Israeli Supreme Court Orders To Suspend The Citizenship Of Palestinians If They Go Against Them

Israeli Supreme Court

Israeli Supreme Court on Thursday issued a ruling that Israel can revoke the citizenship status of Palestinians and be made stateless. This decision certainly further strengthens the apartheid status of the Zionist regime.

According to the decision of the Israeli Supreme Court, the state can revoke the citizenship of persons found to have committed a “breach of loyalty” to the state, including terrorism, espionage, or treason. However, human rights groups suspect the policy will only apply to non-Jewish citizens even if it renders them stateless.

The verdict resulted from discussions on the 2008 Citizenship Law in Israel, which authorizes states to revoke citizenship based on acts that constitute a breach of loyalty.

The controversial ruling follows separate appeals in the case of two Palestinian Israeli citizens convicted of carrying out attacks that killed Israeli citizens. Both were sentenced to lengthy sentences, but the state tried to strip them of citizenship.

Although the Israeli Supreme Court rejected the abolition of citizenship in both cases on the grounds of “serious procedural flaws,” however the Supreme Court ruled that the practice of revocation of citizenship itself is constitutional even if a person becomes stateless as a result.

A joint statement from the Association for Civil Rights in Israel (ACRI) and Adalah, an Arab rights group, against the decision, considered the law discriminatory and feared it would be used only against Palestinians in Israel. About 20% of Israeli citizens are Palestinians, almost all of whom are descendants of Israel’s 1947-48 ethnic cleansing of Palestine that expelled the indigenous non-Jewish population.

In a statement, ACRI’s Oded Feller said that there had been many cases of Jews in Israel taking up terror, but the Interior Ministry has never considered revoking their citizenship. Feller further added that many countries allow revocation of citizenship but leaving a person stateless altogether is something else.

Although, many countries have laws that allow the practice of revocation of citizenship and become a trend developed in the last two decades as the “war on terror” movement has grown. But such a policy is considered highly controversial, primarily aimed at the non-white population. No government exercises ruthless powers that render individuals completely stateless.

International law prohibits a country’s government from revoking its citizens’ citizenship status if it leads to statelessness.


#### [Work item]
Find every line below with the word "Zone". Then give only how many there are.

[Figure dataset records]
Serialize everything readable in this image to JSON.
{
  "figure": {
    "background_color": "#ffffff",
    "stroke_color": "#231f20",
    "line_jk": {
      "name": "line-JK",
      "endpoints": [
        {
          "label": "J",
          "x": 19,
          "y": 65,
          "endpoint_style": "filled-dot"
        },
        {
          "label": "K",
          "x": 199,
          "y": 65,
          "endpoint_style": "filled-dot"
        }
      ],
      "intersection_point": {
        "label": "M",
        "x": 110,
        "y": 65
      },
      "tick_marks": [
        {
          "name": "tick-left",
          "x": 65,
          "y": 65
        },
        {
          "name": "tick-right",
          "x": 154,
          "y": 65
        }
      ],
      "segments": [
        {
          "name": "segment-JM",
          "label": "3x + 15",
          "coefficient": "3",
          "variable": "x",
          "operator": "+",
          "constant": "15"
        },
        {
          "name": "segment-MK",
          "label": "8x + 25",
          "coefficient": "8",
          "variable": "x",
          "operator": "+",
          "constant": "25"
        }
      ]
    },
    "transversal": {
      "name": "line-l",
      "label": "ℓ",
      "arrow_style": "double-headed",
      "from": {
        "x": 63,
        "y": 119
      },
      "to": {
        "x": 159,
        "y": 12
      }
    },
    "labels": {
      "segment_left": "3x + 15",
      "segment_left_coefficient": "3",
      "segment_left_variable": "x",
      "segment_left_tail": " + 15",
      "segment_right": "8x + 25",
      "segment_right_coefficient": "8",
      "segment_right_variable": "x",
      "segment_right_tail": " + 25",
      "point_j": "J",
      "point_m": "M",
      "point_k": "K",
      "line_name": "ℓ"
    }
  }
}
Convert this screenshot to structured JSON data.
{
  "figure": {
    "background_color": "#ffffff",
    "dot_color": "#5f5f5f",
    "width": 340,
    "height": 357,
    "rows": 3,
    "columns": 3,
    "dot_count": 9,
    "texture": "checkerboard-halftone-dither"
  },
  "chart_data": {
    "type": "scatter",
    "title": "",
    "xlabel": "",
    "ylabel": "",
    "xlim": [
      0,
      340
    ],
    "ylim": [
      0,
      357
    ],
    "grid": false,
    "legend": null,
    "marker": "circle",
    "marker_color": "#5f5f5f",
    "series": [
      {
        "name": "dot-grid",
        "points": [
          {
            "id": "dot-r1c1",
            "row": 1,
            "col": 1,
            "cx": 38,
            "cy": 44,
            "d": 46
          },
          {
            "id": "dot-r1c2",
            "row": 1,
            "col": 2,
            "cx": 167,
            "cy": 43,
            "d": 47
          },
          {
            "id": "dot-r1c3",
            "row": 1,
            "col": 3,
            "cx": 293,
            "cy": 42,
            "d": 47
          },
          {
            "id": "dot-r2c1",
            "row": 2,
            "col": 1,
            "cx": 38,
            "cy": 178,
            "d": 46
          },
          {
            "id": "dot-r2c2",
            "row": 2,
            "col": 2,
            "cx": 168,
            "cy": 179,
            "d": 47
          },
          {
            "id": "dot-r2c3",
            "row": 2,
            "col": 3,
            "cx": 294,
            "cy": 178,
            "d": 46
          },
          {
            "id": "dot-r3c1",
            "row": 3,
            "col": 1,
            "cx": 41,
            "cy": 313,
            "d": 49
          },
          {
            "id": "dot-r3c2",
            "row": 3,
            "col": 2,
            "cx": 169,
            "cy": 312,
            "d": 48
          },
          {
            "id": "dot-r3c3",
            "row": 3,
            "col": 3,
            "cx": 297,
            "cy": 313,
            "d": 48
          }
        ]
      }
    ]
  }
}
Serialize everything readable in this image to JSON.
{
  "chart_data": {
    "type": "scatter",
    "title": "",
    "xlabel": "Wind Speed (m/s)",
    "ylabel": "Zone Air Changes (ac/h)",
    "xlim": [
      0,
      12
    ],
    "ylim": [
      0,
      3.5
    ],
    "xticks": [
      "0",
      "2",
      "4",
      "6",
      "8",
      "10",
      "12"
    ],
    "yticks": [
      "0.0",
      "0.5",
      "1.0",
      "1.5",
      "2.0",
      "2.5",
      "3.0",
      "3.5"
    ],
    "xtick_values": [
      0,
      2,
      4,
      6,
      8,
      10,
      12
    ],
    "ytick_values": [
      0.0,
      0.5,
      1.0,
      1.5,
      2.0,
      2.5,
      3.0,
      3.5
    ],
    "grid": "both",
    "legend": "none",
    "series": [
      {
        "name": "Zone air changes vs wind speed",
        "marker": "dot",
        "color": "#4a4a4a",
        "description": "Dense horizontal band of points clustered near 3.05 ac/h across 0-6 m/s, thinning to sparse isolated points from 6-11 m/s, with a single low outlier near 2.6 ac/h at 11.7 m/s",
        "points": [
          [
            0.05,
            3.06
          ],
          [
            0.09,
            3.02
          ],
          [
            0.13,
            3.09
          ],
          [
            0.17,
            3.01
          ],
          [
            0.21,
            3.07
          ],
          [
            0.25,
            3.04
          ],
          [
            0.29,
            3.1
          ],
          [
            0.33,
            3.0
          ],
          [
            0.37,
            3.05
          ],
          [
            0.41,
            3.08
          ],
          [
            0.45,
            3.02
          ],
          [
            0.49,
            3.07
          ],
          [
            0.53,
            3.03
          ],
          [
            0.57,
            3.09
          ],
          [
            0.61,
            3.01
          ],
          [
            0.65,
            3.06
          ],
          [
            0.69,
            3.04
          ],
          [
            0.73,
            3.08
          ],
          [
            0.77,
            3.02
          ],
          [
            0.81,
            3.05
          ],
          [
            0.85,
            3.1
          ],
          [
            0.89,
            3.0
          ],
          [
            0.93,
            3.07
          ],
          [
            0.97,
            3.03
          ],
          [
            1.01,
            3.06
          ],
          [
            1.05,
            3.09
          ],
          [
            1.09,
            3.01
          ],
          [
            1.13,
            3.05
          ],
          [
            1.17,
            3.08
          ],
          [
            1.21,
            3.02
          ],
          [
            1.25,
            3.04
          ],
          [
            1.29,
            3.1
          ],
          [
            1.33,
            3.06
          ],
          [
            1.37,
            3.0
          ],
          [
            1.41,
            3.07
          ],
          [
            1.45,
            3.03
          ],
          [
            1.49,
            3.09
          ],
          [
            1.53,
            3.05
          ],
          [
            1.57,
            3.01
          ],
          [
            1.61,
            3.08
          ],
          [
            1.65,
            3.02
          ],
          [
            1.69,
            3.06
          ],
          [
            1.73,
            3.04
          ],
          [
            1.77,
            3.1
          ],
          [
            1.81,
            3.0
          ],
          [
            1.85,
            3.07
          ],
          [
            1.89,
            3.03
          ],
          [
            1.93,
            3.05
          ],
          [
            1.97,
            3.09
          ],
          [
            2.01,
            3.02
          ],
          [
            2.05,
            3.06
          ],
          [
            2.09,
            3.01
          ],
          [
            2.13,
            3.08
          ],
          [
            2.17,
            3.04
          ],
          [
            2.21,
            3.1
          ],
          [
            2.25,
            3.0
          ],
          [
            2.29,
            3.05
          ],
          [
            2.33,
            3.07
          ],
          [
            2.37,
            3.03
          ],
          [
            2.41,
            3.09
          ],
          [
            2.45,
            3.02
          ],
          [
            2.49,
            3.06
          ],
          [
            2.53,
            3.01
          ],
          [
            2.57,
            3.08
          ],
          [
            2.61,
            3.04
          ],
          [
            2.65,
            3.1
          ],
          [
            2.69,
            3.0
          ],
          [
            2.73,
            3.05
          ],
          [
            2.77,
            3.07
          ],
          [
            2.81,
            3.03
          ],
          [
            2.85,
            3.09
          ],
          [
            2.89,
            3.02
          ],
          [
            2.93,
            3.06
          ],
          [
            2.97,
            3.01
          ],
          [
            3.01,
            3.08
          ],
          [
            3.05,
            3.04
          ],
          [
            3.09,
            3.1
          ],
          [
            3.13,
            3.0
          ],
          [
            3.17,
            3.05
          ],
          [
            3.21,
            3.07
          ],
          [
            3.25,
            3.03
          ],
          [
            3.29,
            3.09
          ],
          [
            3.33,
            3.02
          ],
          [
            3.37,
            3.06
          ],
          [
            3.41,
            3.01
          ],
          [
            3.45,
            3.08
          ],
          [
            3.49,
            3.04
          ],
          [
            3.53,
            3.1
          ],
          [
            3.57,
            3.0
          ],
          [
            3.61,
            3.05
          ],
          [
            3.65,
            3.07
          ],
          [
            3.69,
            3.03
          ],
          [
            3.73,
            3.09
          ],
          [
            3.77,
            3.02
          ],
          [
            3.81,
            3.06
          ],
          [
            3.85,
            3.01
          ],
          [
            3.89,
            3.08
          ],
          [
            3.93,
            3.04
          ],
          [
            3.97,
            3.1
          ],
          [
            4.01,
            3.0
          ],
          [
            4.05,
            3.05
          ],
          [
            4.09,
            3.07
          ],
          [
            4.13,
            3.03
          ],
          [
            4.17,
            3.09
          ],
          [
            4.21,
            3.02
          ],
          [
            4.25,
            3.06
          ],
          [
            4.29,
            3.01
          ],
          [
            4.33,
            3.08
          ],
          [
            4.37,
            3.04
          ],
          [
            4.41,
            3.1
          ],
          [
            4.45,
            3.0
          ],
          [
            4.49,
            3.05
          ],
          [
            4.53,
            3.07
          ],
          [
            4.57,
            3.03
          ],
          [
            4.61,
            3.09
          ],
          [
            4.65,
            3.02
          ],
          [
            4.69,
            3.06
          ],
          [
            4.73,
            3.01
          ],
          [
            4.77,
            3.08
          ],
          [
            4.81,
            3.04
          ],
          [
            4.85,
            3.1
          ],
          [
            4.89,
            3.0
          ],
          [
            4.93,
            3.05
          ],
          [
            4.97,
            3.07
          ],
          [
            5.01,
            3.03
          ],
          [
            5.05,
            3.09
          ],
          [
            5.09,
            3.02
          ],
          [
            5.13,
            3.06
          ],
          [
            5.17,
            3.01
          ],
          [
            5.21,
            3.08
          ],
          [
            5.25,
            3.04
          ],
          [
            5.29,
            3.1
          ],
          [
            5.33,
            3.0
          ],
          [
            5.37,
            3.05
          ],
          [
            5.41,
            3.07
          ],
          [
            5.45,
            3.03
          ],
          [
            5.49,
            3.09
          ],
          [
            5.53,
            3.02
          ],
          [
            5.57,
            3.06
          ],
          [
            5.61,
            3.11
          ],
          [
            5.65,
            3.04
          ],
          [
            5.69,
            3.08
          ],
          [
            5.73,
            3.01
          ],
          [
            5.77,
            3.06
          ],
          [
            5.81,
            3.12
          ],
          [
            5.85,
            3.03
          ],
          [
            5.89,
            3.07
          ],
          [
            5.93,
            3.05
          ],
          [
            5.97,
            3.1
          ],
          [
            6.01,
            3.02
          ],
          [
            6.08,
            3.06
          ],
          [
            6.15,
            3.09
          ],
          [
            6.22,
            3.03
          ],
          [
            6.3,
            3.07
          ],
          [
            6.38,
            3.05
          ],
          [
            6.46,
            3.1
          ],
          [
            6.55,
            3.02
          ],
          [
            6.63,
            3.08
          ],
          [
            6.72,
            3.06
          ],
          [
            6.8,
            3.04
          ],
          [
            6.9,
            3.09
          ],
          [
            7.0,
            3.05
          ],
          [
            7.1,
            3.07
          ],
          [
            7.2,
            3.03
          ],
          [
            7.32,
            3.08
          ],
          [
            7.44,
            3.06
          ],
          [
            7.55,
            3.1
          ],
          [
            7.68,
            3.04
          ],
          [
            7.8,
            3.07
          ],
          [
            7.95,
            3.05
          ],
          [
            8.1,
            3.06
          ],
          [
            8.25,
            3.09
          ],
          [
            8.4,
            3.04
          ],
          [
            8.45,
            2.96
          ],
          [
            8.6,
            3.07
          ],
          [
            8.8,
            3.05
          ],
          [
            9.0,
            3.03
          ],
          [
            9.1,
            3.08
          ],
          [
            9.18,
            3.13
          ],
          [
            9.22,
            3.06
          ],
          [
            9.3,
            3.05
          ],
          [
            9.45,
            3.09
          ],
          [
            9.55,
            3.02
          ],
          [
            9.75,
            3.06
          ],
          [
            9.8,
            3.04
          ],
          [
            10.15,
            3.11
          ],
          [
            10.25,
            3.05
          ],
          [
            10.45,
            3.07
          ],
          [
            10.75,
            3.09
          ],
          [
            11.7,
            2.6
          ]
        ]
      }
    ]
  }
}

#### [Reply to the task]
2